Lifetimes on structs
If a struct holds a reference, the struct itself needs a lifetime parameter so the compiler can verify the borrowed thing outlives the struct.
The <'a> after the struct name declares “this struct has some lifetime
parameter I’m going to call 'a.” Every reference field with that lifetime
must outlive the struct itself. The compiler enforces this automatically.
If you tried to make sentence go out of scope before h, the compiler would
gently scream at you.
The 'static lifetime — “lives forever”
There’s one special lifetime, 'static, which means “lives for the entire
program.” String literals get this lifetime automatically — they live in the
binary’s read-only data section and are never freed.
You’ll see 'static when:
- A function returns a literal or other compile-time constant string.
- You’re working with constants:
const FOO: &'static str = "…"; - You’re sending data between threads (we’ll talk about why in the concurrency chapter).
You should not use 'static to “make the borrow checker shut up.” That’s a
trap; it usually means you’ve got an ownership problem you haven’t solved.
Real 'static data is rare.
A worked example — the borrow that has to end
Here’s a classic situation that trips people up:
The return type (&str, &str) has two references. Why doesn’t the compiler
need lifetime annotations here? Elision rule 2: there’s only one input
lifetime (&str), so both output references inherit it. Both a and b
borrow from sentence, and the compiler verifies that sentence outlives the
println.
Now try this variation — note carefully what’s different:
fn pick_one(a: &str, b: &str) -> &str { if a.len() < b.len() { a } else { b }}Two input references, neither one is &self. Elision can’t decide. You have
to write the lifetime out (as we did at the top of the chapter). The compiler
isn’t being mean — it literally has no way to know whether the output borrows
from a or from b.
A foot-gun and how to spot it
The most common lifetime error in real code:
That compiles and runs fine — elision handles it. But watch what happens if you try to make it work across function boundaries with the wrong shape:
fn longest_string() -> &String { // 💥 — borrowed from where? let v = vec![String::from("oops")]; &v[0]}You can’t return a reference to a local. v would be dropped at function
exit; the reference would dangle. The compiler refuses, with one of its
classic error messages: “returns a reference to data owned by the current
function.” The fix is to return an owned String, not a &String.
What you take away
- Every reference has a lifetime; most of the time the compiler infers it.
- You write
'awhen there are multiple input references and the compiler can’t tell which one the output borrows from. - Structs with reference fields need a lifetime parameter so the compiler can ensure the struct doesn’t outlive its data.

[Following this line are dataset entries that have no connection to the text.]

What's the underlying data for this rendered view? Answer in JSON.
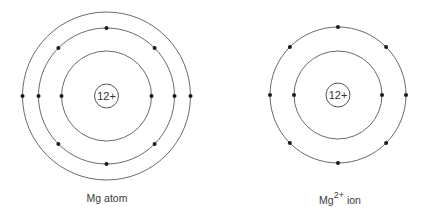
{
  "diagrams": [
    {
      "id": "atom",
      "caption": "Mg atom",
      "caption_base": "Mg",
      "caption_sup": "",
      "caption_rest": " atom",
      "center": [
        106.5,
        96
      ],
      "nucleus": {
        "label": "12+",
        "charge": 12,
        "radius": 12
      },
      "shells": [
        {
          "radius": 45,
          "electrons": 2
        },
        {
          "radius": 68,
          "electrons": 8
        },
        {
          "radius": 84,
          "electrons": 2
        }
      ]
    },
    {
      "id": "ion",
      "caption": "Mg2+ ion",
      "caption_base": "Mg",
      "caption_sup": "2+",
      "caption_rest": " ion",
      "center": [
        338,
        95
      ],
      "nucleus": {
        "label": "12+",
        "charge": 12,
        "radius": 12
      },
      "shells": [
        {
          "radius": 44,
          "electrons": 2
        },
        {
          "radius": 68,
          "electrons": 8
        }
      ]
    }
  ],
  "colors": {
    "shell": "#6a6a6a",
    "electron": "#1a1a1a",
    "text": "#3a3a3a"
  }
}
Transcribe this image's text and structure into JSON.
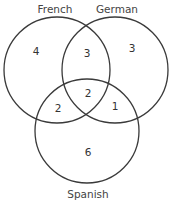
{
  "diagram": {
    "type": "venn-3",
    "sets": [
      {
        "name": "French",
        "label": "French"
      },
      {
        "name": "German",
        "label": "German"
      },
      {
        "name": "Spanish",
        "label": "Spanish"
      }
    ],
    "regions": {
      "french_only": "4",
      "german_only": "3",
      "spanish_only": "6",
      "french_german_only": "3",
      "french_spanish_only": "2",
      "german_spanish_only": "1",
      "all_three": "2"
    },
    "colors": {
      "stroke": "#3a3a3a",
      "text": "#444444",
      "background": "#ffffff"
    }
  }
}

'staticmeans “lives for the whole program” — rare, often a sign that you meant to own data, not borrow it.
The thing nobody tells you about lifetimes: once you grok them, they
disappear. You’ll spend ten minutes a year writing 'a. The other 99.99% of
the time, the compiler quietly does it for you.
Onward to smart pointers, where we start building data structures whose ownership isn’t a single tree.